Dean of the Cal Poly College of Liberal Arts (CLA) Linda Halisky announced last Tuesday, Sept. 13, that she would be retiring at the end of the 2011-2012 academic year.
Halisky said, the time seemed right to retire, Halisky said, because it coincides with the end of a five-year goal set by the CLA in 2007 to make the liberal arts college “embraced as integral to Cal Poly’s mission in the 21st century.”
Throughout the past five years of her career, Halisky has been focused on improving the programs offered by CLA and creating new programs that incorporate liberal arts and engineering.
“During these five years, my job has really been to keep that conversation going across the university,” Halisky said.
This included starting a new undergraduate degree program in liberal arts and engineering studies. More than 50 students graduated from the program as of last spring.
Halisky also worked with the CLA by hiring more tenure-track professors and replacing lecturing positions with tenure positions. She said she wanted to see at least some of the newer professors get tenure before she retired and she has now seen that goal achieved.
After seven years, Halisky said it was time to step back and let someone new take the helm of the CLA, and see how a new dean can continue to help the college grow.
“It feels like we’ve created this wonderful basket that we can just hand to this new dean that’s full of all these goodies and say, ‘Here, here is this gift. Run with it,’” Halisky said.
Chair of the graphic communication department Harvey Levenson said he was not surprised when he first heard that Halisky was considering stepping down because Halisky had spent such a lengthy time at the job.
“Eight years for a dean is a long time,” Levenson said. “It’s a very demanding position — it’s a 24/7 position.”
Levenson was on the committee that selected Halisky more than eight years ago.
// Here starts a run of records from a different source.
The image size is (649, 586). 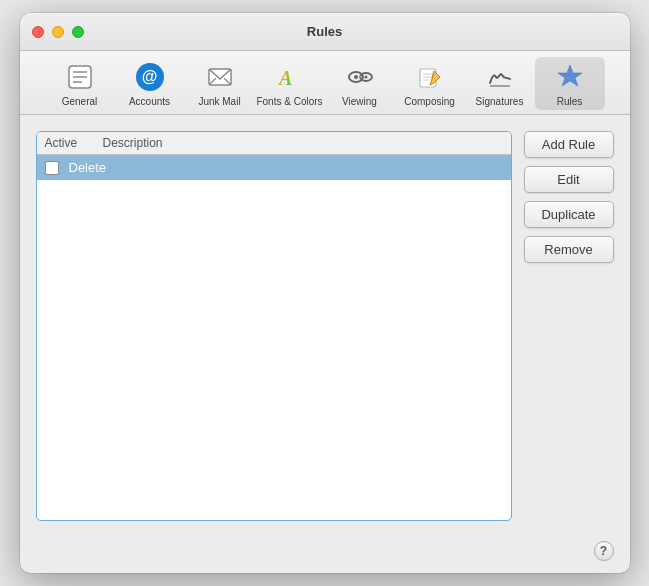 What do you see at coordinates (569, 326) in the screenshot?
I see `buttons-panel: Add Rule Edit Duplicate Remove` at bounding box center [569, 326].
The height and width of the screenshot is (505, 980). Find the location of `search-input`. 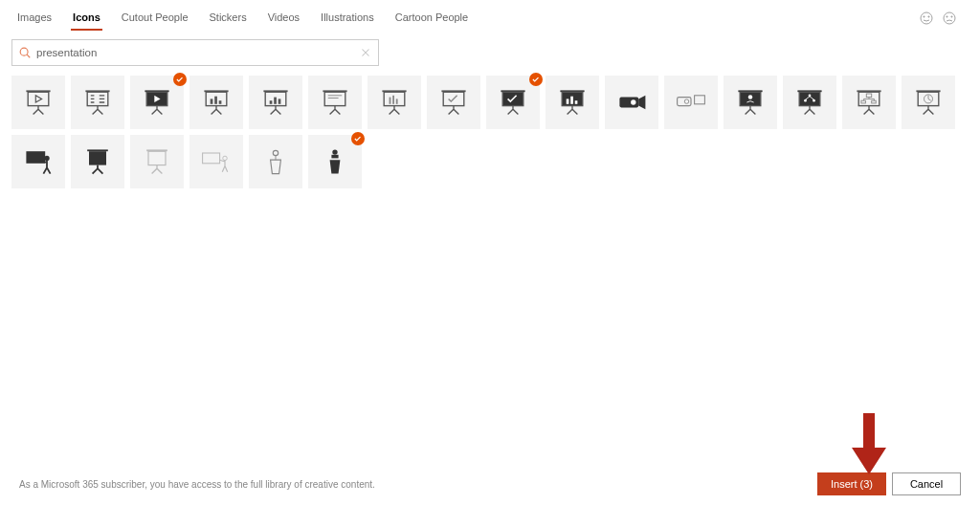

search-input is located at coordinates (195, 53).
Halisky stood out from the other candidates because she was not only an internal candidate, but a popular choice, Levenson said.
“She was by far the candidate of choice during that selection period,” Levenson said.
Halisky continued to stand out in the college even after she was chosen as dean.
Chair of the music department, Terry Spiller said Halisky’s commitment to furthering the interests of liberal arts at Cal Poly helped her stay in the position for so long. Halisky has helped Cal Poly recognize that the arts are an important part of the college environment in a school historically focused on sciences, engineering and architecture, Spiller said.
“Dean Halisky has made sure that people realize that not only is the CLA outstanding in its own right, but that what the CLA offers is integral to the polytechnic environment,” Spiller said.
President Jeffrey Armstrong said Halisky’s lasting mark on Cal Poly will be her advocacy for the arts.
Cal Poly focused on “STEM”-or science, technology, engineering and mathematics-prior to Halisky’s term as dean, Armstrong said.
“Linda Halisky put the STEAM in STEM,” he said. “She added the arts.”
The search for a new dean has not yet begun but the school will be looking for a candidate with the same qualities that helped Halisky serve for so long, Armstrong said. He attributed Halisky’s long tenure to the same principles that Armstrong said have made Cal Poly great: a focus on student success, “Learning By Doing”, excellence and cooperation.
Above all, a new dean must be committed to “helping people understand what it means to be a completely polytechnic university,” Armstrong said.
After the end of the year, Halisky said she hopes to return to the English department where she started teaching as an assistant professor approximately 30 years ago.
Halisky said she wants to go back to teaching classes on traditional American literature, Milton, Emerson, Thoreau and a graduate-level class on Renaissance literature.